The number of coronavirus cases in the US passed the 100,000 mark yesterday, and schools across America are joining those in Illinois and Maryland next week in order to make every effort to ensure students continue learning, even as they are not allowed back in school buildings.

Maryland State Superintendent of Schools Karen Salmon announced last week that public schools would be closed through at least April 24.
The Illinois State Board of Education said students would not have to make up the days of instruction lost to Covid-19, declaring the still-spreading pandemic an “act of God,” but students are expected to begin “remote learning days” on Tuesday, a letter from Carmen Ayala, the state superintendent of education, said yesterday.
More than half the states have applied for some type of waiver from the US Education Department in response to the coronavirus worldwide pandemic. Education Secretary Betsy DeVos was under instructions from the Trump administration to approve any requests from states for waivers from federally mandated testing or other accountability requirements.
But even as state departments of education rush to provide resources and other instructions for distance learning, I would be remiss not to add that kids who are isolated—at home, out of their usual routine, and out of touch with their teachers—are not going to learn to read as if nothing had happened.

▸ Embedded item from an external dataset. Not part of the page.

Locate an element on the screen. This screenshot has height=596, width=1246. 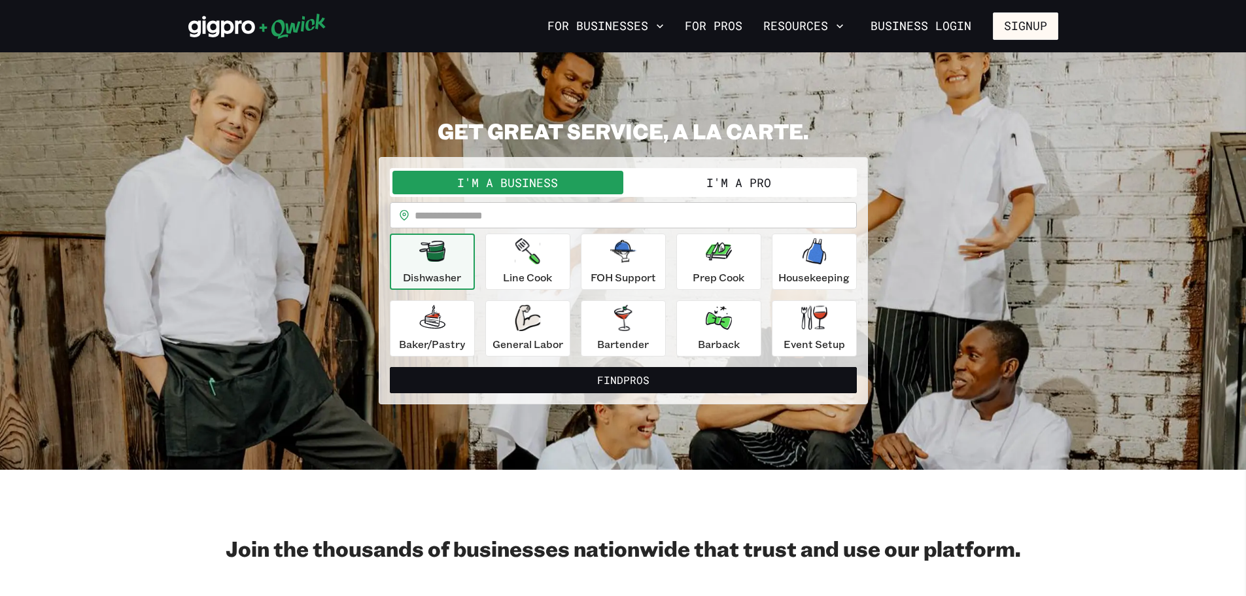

The missing contact with friends and teachers, especially for adolescents, can be expected to produce behavioral issues, and teachers should keep trying to engage in personal contact with young people, through technology, which is as important as any other lesson they might teach. The Internet can help with content and lesson delivery, regardless of the subject, but nothing replaces a teacher who smiles and says ‘hi’ in the morning.
“Our goal is to keep students engaged as much as possible through a distance learning approach, while also recognizing and understanding the unique circumstances that our families and community members are currently facing,” wrote the superintendent and school board president for the public school district in Carroll County, Maryland.
“This past week, our principals and teaching staff held virtual meetings to train, plan, and prepare as best as possible to support this distance learning effort. Like many school systems in Maryland, CCPS will be providing varying methods to deliver learning opportunities that will include online learning and traditional pencil and paper.
“We fully recognize that a sudden shift of this magnitude is uncharted territory. Distance learning cannot be expected to simply replace our traditional face-to-face, in-school instructional delivery. That is not our expectation. There will certainly be challenges and obstacles to overcome, but we know that by being patient, working collaboratively, and continuing to communicate with each other, we will make the most of this difficult situation for our students and help ensure that they continue to have opportunities to learn during this unprecedented time.”
Editorial: Inadequacies & unfairness of online learning
I suspect we will learn a lot from this pandemic, and certainly our students, when they’re 60, will talk about what happened this year. Most likely, we’ll realize that standardized testing has done little to help us teach students and that real, lifelong learning just doesn’t happen in the absence of real teachers. Personalized learning, that is, can’t happen without constructive interactions between persons.
Online learning programs are tedious as a rule, full of bells and whistles but delivering too little thought-provoking content to engage minds that grow hungrier with each piece of information consumed. But the pandemic gives us an opportunity to measure just how inadequate they are for real students. Social learning—an active class discussion, for example—is what’s best in the end, although computers are useful tools, especially when they transport students to places they could never go without the technology. But the sheer tediousness of online learning tends to kill the creative spirit alive in young people.
Education as a social process, where we “learn how to learn” and how to “learn and work with others,” surpasses even the ultimate goal of distance learning, in which hashtags replace a light in a student’s eye, emojis replace a teacher’s caring patience, and rote memorization replaces thoughtful learning.
Furthermore, in terms of equity, computer availability and Internet accessibility differences in our school communities reinforce opportunity gaps that already exist. How can a teacher, school, or state give some students a learning opportunity while that same access to opportunity is inaccessible to even one student?